“We can't let them win 25 and 30 percent”

Former President Donald Trump proposed capping annual credit card interest rates at a maximum of 10% during a campaign stop on Long Island Wednesday night, prompting banking groups to dismiss the plan as the Republican version of Democrat Kamala Harris’ widely criticized “price controls.”

“While hard-working Americans are catching up, we’re going to put a temporary cap on credit card interest rates,” Trump told a raucous crowd of about 16,000 at the Nassau Coliseum as he outlined his economic plan. “We’re going to put a cap on it at about 10%. We can’t let them make 25 or 30 percent.”

The average interest rate on credit cards was 21.5% last May, according Data provided by the Federal Reserve. Rates had been rising since early 2022 amid red-hot inflation stemming from the COVID-19 pandemic.

Donald Trump introduced the proposal at his Long Island rally on Wednesday. AFP via Getty Images

Credit card interest rates have never dipped below 10% in the Federal Reserve's data set, which dates back to 1994.

But critics warned that Trump's plan would do more harm to those it claimed to help.

“Government-imposed price controls on credit card interest rates would hurt all cardholders, especially the lowest-income Americans who these measures are intended to help,” a banking industry insider at the Consumer Bankers Association told The Post on Thursday.

“This will result in credit cards only being issued to consumers with high incomes and credit scores who represent a low risk to card issuers.”

Credit card interest payments have increased since the pandemic. Adobe Stock

Peter Schiff, chief economist at Euro Pacific Asset Management, argued that “Trump has just proposed his own version of price controls.”

“That would destroy the industry and millions of Americans would lose their credit cards,” he added. “There are huge losses on credit cards from people who don’t pay. That’s why they need the high interest rates to offset that. There’s also a lot of fraud.”

Trump and his allies criticized Harris after she unveiled a plan to crack down on so-called price gouging in the food industry last month.

The former president has been no stranger to deviating from conservative orthodoxy on economic matters. Stephen Yang for the New York Post

The 45th president called her “Marxist” and suggested that her proposal was “communist” in practice.

In 2019, several politicians, including Sen. Bernie Sanders (I-Vt.) and Rep. Alexandria Ocasio-Cortez (D-N.Y.) He supported a measure to limit credit card interest payments at 15%.

“We have opposed similar interest rate cap proposals in the past,” said a spokesman for the American Bankers Association, an industry group representing banks and their employees nationwide.

“These changes would result in the loss of credit for the consumers who need it most, forcing them to turn to less regulated and riskier alternatives, such as payday lenders and loan sharks.”
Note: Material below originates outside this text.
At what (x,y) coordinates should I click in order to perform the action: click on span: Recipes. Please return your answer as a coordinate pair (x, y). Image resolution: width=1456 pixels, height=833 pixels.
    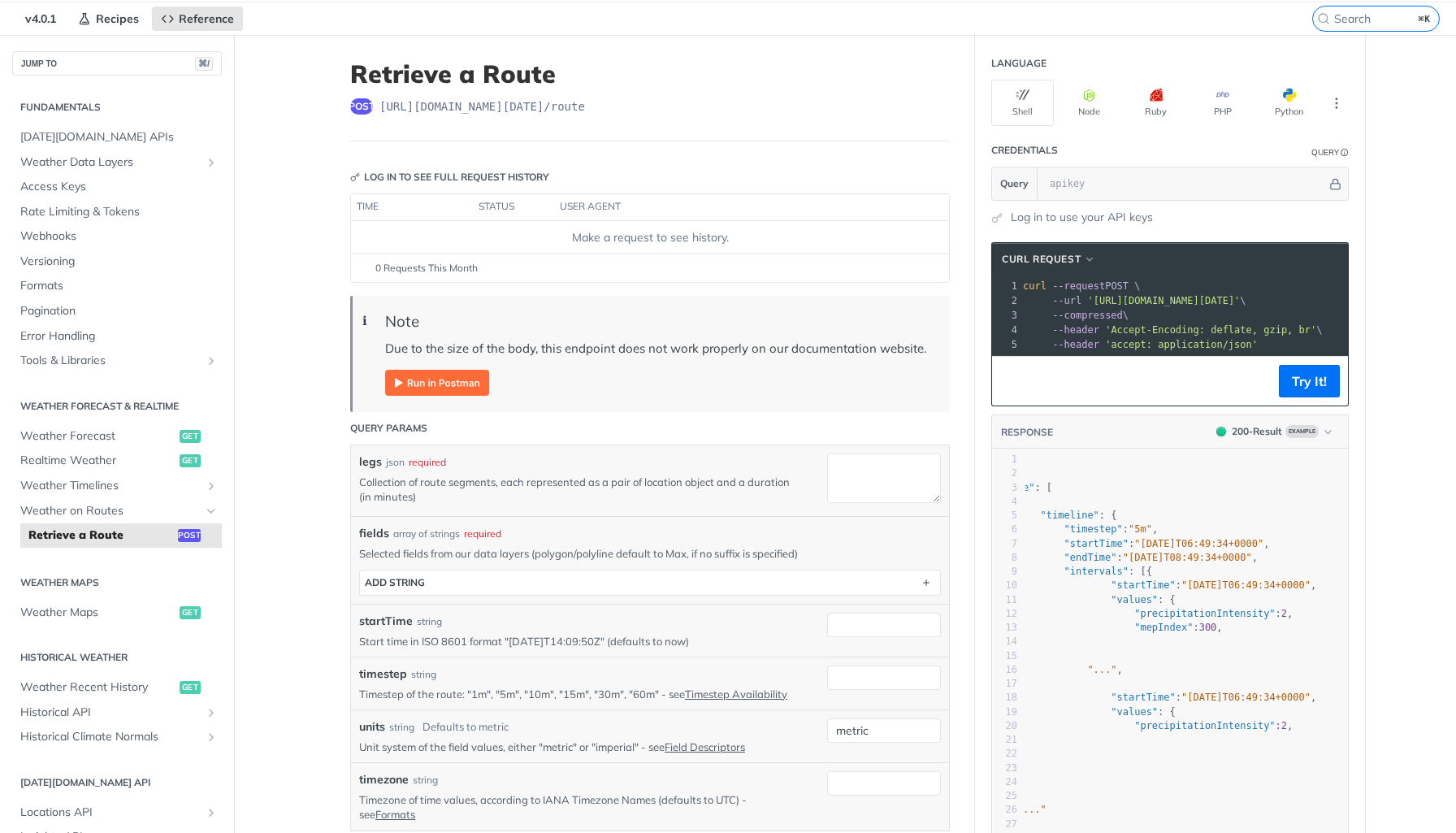
    Looking at the image, I should click on (117, 18).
The Trump campaign did not immediately respond to a request from The Post for clarification on how it would implement a cap on credit card rates.

Before the Long Island rally, Trump also promised to drastically reduce the price of car insurance.

“His car insurance has gone up 73%. VOTE FOR TRUMP AND I’LL CUT THAT AMOUNT IN HALF!” he posted on X.

On Wednesday, Federal Reserve Chairman Jerome Powell announced the first major rate cut since the start of the COVID-19 pandemic.

As he had previously hinted, Powell opted to go big and cut the Fed's benchmark interest rate target by as much as 50 basis points (half a percentage point) to a range between 4.75% and 5%, down from 5.25% to 5.50%.

The Federal Reserve's benchmark rate is closely watched because it can affect other key interest rates.